Now there’s no proving the author’s intentions, and where you can the effect is ruined. With proof you experience the author as wink-winky, and suddenly “naked bear” is no better than a pun. And when there’s doubt, another thing happens: you start questioning and digging in everywhere, concerned that you’re missing something, that there’s more. By being doubtful and withholding, almost puns created the experience of poetic richness.
Playing with almost puns
My own biggest exploit was in grad school. I had a colleague who was working really hard at his desk. It was a tiny desk in a tiny office, so he was crammed right up against the wall, his forehead just a couple feet from an anatomical drawing of testicles I had given him, a leftover from a recent exhibit on historical medical texts I had helped break down.
The setup for the pun was right there, pristine. I could just stand there in the door, turn the ham turned all the way up, and yell: “Hey, you’re really BALLS TO THE WALL!!!” He’d jump him out of his seat.
But I didn’t do that. Instead I spent the next 15 minutes setting it up, crafting the conversation, nudging and covertly cajoling, trying to get him to say it to me.

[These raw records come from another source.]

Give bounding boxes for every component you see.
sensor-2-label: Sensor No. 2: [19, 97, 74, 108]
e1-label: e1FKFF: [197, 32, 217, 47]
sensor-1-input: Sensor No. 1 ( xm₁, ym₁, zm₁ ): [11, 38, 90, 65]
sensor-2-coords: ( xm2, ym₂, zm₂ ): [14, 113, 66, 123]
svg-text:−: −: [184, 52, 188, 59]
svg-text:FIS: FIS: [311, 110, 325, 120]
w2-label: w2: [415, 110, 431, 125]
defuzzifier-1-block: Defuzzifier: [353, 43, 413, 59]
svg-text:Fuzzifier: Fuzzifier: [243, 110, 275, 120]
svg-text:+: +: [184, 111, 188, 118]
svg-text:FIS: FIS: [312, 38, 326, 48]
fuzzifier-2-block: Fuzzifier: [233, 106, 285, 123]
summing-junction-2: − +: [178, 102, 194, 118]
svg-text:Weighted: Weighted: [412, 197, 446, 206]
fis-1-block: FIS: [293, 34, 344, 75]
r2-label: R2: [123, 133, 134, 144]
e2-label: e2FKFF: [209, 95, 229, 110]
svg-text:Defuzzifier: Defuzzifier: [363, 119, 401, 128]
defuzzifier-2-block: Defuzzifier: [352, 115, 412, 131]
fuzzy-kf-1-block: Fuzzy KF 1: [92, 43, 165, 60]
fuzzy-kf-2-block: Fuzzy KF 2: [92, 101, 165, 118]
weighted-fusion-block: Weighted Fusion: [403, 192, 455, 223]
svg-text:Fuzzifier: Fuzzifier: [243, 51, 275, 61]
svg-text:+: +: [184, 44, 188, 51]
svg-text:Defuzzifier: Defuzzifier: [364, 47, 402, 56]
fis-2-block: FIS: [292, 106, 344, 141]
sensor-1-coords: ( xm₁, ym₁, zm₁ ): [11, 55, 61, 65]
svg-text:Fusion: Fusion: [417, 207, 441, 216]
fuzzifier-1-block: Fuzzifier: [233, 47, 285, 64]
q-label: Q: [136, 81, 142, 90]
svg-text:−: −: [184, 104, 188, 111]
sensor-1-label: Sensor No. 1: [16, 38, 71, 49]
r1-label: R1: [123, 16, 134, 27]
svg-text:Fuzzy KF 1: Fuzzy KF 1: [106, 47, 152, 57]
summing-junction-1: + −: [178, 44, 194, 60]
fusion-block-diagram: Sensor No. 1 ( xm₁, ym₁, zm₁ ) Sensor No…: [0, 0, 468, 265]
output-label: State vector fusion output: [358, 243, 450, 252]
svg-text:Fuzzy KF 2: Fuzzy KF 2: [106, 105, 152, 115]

“Hey buddy, you’re really working hard, huh? I see you put the drawing right there in front of you on the wall. Gee, you’re really getting a lot done. It’s funny that your desk is facing that way, and not the window. Are you more productive that way? You know, I never took a good look at it though, is that pubes? I can’t tell from here. Wow, you’re almost up right against them. I hope I’m not interrupting; you must be busy.”
Eventually, with a lot of work, he gets this stupid grin on his face and says “Oh, you bet! I’m really BALLS TO THE WALL!!!” It’s probably one of the triumphs of my life
Playing with almost puns with others
And that’s not even the good part. I once lived with several others who’d learned the same aesthetic. We’d all taken Booth’s class, It ended up that we were always trying to pull puns out of each other, in every conversation. Eventually puns were never said and always thought. To the outsider, you can imagine you’re standing among these nerds having a normal conversation, except they won’t stop with the wicked shared glances, and you can help but wonder if something’s going on.
It was a lot like that joke about the old-timers who have been telling the same jokes for so long that they now tell them by number: “62! Har har har. 87! Har har har.” You’re telling the joke and nailing the punchline without telling the joke or nailing the punchline.
It’s in that cohort of Booth fans that I got the closest I’ve ever been to a separate plane of shared meaning. The bond was amazing, all due to unsaid word play. It was mind reading. So much more than a pun.
That’s it. As far as I’m concerned it’s the highest art form. Incepting puns. I only regret we don’t have a good word for it.
“Feeding our mother lines, we were training as straight men. The straight man’s was an honorable calling, a bit like that of the rodeo clown: despised by the ignorant masses, perhaps, but revered among experts who understood the skills required and the risks run. We children mastered the deliberate misunderstanding, the planted pun, the Gracie Allen know-nothing remark, which can make of any interlocutor an instant hero.
“How very gracious is the straight man!—or, in this case, the straight girl. She spreads before her friend a gift-wrapped, beribboned gag line he can claim for his own, if only he will pick it up instead of pausing to contemplate what a nitwit he’s talking to.”